When I quoted the legislation on the phone on Friday I was told that local guidance operates in times of increased need. However my understanding is that does not obviate government legislation or the rights of individuals.

The placement team has emailed me obliquely trying to lay some of the blame for the delay in discharging my mother. That is unreasonable, the care home said last week my mother could be admitted fairly quickly, likely by Tuesday 28th. The week has been wasted because the local authority has been intent on bombarding me with repeated phone calls telling me my mother cannot go there.

I have now been told that a contract with the home is being set up however they are saying the care home has not responded to the contract pack. It appears the contract pack was not sent to the care home until the tail end of the week.

The local authority has said there is no evidence I have a formal top-up agreement in place with the care home. Given that my mother was not assessed until Tuesday and the rest of the week has been given over to fielding refusals from the local authority to consider our choice of setting, there has been no opportunity to put the deferred payment agreement in place - and I believe this is not formally carried out until a mandate exists for admission.

The local authority has said that will not enter into a deferred payment agreement with me as a third party.

The local authority has instructed me to send details of the asset to them for scrutiny. Given that it is a private arrangement between myself and the provider I'm struggling to see how the local authority can demand information on a third party's property when they have already said they will not consider the property as collateral if entering into a topup agreement.

By the end of last week I felt the dialogue was verging on harassment and I feel it has caused the very delay we have all been seeking to avoid. I'm thoroughly exhausted and finding it hard to continue.

They haven't even got my mother's name right, they appear to be using another client's name.
 

Dave63

Registered User
Apr 13, 2022
520
0
Hi @AnneF

The third party top up and particularly the deferred payment side of things seems to be the sticking point. Would it be worth getting some legal advice, if only to ensure that your understanding of the third party deferred payment aspect is correct?

I've never had any involvement with Solicitors for the Elderly but I've seen them mentioned a few times here on the forum.

 

AnneF

Registered User
Jul 13, 2023
152
0
Hi @AnneF

The third party top up and particularly the deferred payment side of things seems to be the sticking point. Would it be worth getting some legal advice, if only to ensure that your understanding of the third party deferred payment aspect is correct?

I've never had any involvement with Solicitors for the Elderly but I've seen them mentioned a few times here on the forum.

Thank you very much for the link @Dave63 , I'll have a good look at that.

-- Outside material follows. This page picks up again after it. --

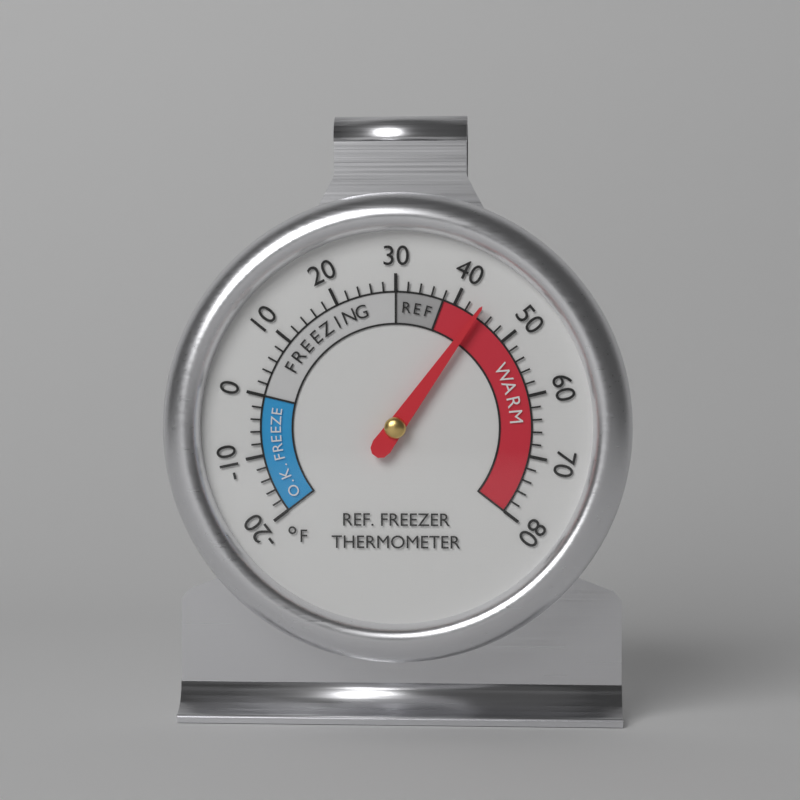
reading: 44 °F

From what I've seen by talking to care homes in general, it's quite common for a deferred payment agreement to be entered into - either with the local authority (if the property is owned by the client) or with a third party paying topups in which case the agreement is entered into directly with the care home. It's the process the care home recommended to me during our meeting and it would be done through their head office. As it is a private arrangement I don't think the local authority can consider it a sticking point as it is technically none of their business.